10.1 million: Number of paid streaming subscribers that AMC Global Media had at the end of Q1 2026.
-300,000: Number of paid subscribers that Fubo lost in its most recent fiscal quarter.
483 million: Number of daily active users that Snapchat had at the end of Q1 2026.
What we’ve covered
Inside Expedia’s year-long partnership with mega creator IShowSpeed:
- IShowSpeed has over 150 million followers across platforms including YouTube, TikTok and Instagram, who tune in to watch him complete athletic feats and travel around the world.
- A source familiar with creator deals of this size told Digiday they’d estimate the cost of such a partnership at around $250,000.
Read more about Expedia’s IShowSpeed partnership here.
Amazon is turning the upfront into a pitch for its ad tech:
- The ad tech side of Amazon’s upfront conversations will hinge on its unified buying system — the demand-side platform and Ads Console collapsed into one system.
- Amazon’s unified buying system features different modes for ad buyers to enlist AI agents in their buying processes.
Read more about Amazon’s upfront ad tech pitch here.
Mega creators find that their personalities alone aren’t scalable as standalone businesses:
- Industry executives stressed that creators who start their own companies should surround themselves with the right professionals to maximize their chances of success.
- Individuals aren’t scalable, and a single creator’s success cannot serve as a company’s structure or strategy.
Read more about mega creators’ company-building struggles here.
What we’re reading
Texas attorney general Ken Paxton has filed a lawsuit against Netflix for allegedly collecting personal information from children without parents’ consent, according to Reuters.
The overarching upfront sales pitch:
Large live audiences are what matter most in this year’s upfront (just like last year and the year before and…), according to Variety.
Top creators like MrBeast are paying YouTube growth consultants $15,000 or more per month for help with titles, thumbnails and video strategy, according to CNBC.

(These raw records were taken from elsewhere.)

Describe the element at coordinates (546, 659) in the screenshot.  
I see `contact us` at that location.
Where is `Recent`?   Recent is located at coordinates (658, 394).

Sony-owned anime streamer Crunchyroll has seen its subscriber base grow by almost 25% in the past year, as the genre dominates among younger audiences, according to The Wall Street Journal.
Micro dramas’ deepfake promo problem:
Micro dramas are using AI to generate promotional clips featuring actors in sexual situations that were created without their consent, according to Business Insider.